A random forest based classifier of extracellular localisation was built using the a feature matrix containing up to four different sources of information (AA frequency, CFMS times, SignalP prediction, COMPARTMENTS data base confidence score) plus a binary localisation flag fetched from UniProtKB:
AA freq. (7 PCs) | CFMS times (20 PCs) | SignalP prediction | COMPARTMENTS score | Localisation flag
Multiple R-P curves were plotted for the different combinations of information (Figure 4). Out of all classifiers, the one reliant solely on SignalP signal peptide prediction scores performed the worst (PRC area 0.32). This is unsurprising given that many of the 1832 proteins of the dataset are proteins in the Sec pathway, but are not necessarily secreted (instead they may end up e. g. in the lysosome). Compared to this, the AA frequency based performed much better (0.51). The classifier based only on the COMPARTMENTS db confidence score is only minimally better (0.57), which is surprising, since the COMPARTMENTS db is partially based upon data from UniprotKB, where the binary flag was pulled from.

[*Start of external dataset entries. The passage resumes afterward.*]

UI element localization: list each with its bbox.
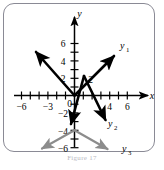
y-tick-label--6: −6 (58, 144, 68, 154)
figure-caption: Figure 17 (0, 154, 164, 162)
origin-label: 0 (67, 99, 72, 109)
annotation-vertex-2: 2 (88, 75, 93, 85)
x-axis-label: x (149, 90, 155, 101)
y-tick-label--2: −2 (58, 109, 68, 119)
series-label-y2-subscript: 2 (114, 124, 118, 131)
series-y3-right-branch (75, 130, 108, 149)
coordinate-plot: x y −6 −3 4 6 0 6 4 2 −2 −4 −6 2 (0, 0, 164, 170)
x-tick-label-6: 6 (125, 102, 130, 112)
series-label-y1-text: y (119, 40, 125, 51)
series-label-y3-text: y (121, 143, 127, 154)
y-tick-label-4: 4 (61, 57, 66, 67)
y-tick-label-6: 6 (61, 39, 66, 49)
y-axis-label: y (76, 8, 82, 19)
x-tick-label--3: −3 (43, 102, 53, 112)
series-label-y1-subscript: 1 (126, 46, 129, 53)
series-label-y1: y 1 (119, 40, 129, 53)
axis-lines (14, 17, 148, 147)
series-label-y2-text: y (107, 118, 113, 129)
x-tick-label-4: 4 (107, 102, 112, 112)
figure-container: x y −6 −3 4 6 0 6 4 2 −2 −4 −6 2 (0, 0, 164, 170)
series-y2-left-branch (71, 76, 84, 124)
x-tick-label--6: −6 (16, 102, 26, 112)
series-label-y2: y 2 (107, 118, 118, 131)
series-y1-left-branch (36, 52, 75, 96)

The combination of all four feature groups gives rise to the best classifier (0.782). Removing the AA frequency feature group results in a classifer that is basically equally as good (0.777).
The detailed quality statistics of all classifiers are listed in the table below.
Figure 4 | PRC curves for RandomForest-based classifier of extracellular vs other proteins. Based on AA frequencies (using 7 PCs), co-fractionation MS times (20 PCs), SignalP prediction of signal peptide, localisation confidence score of COMPARTMENTS database and binary localisation flag from UniprotKB.
Table 1 | Quality statistics for extracellular localisation classifiers built with up to 4 sources of information.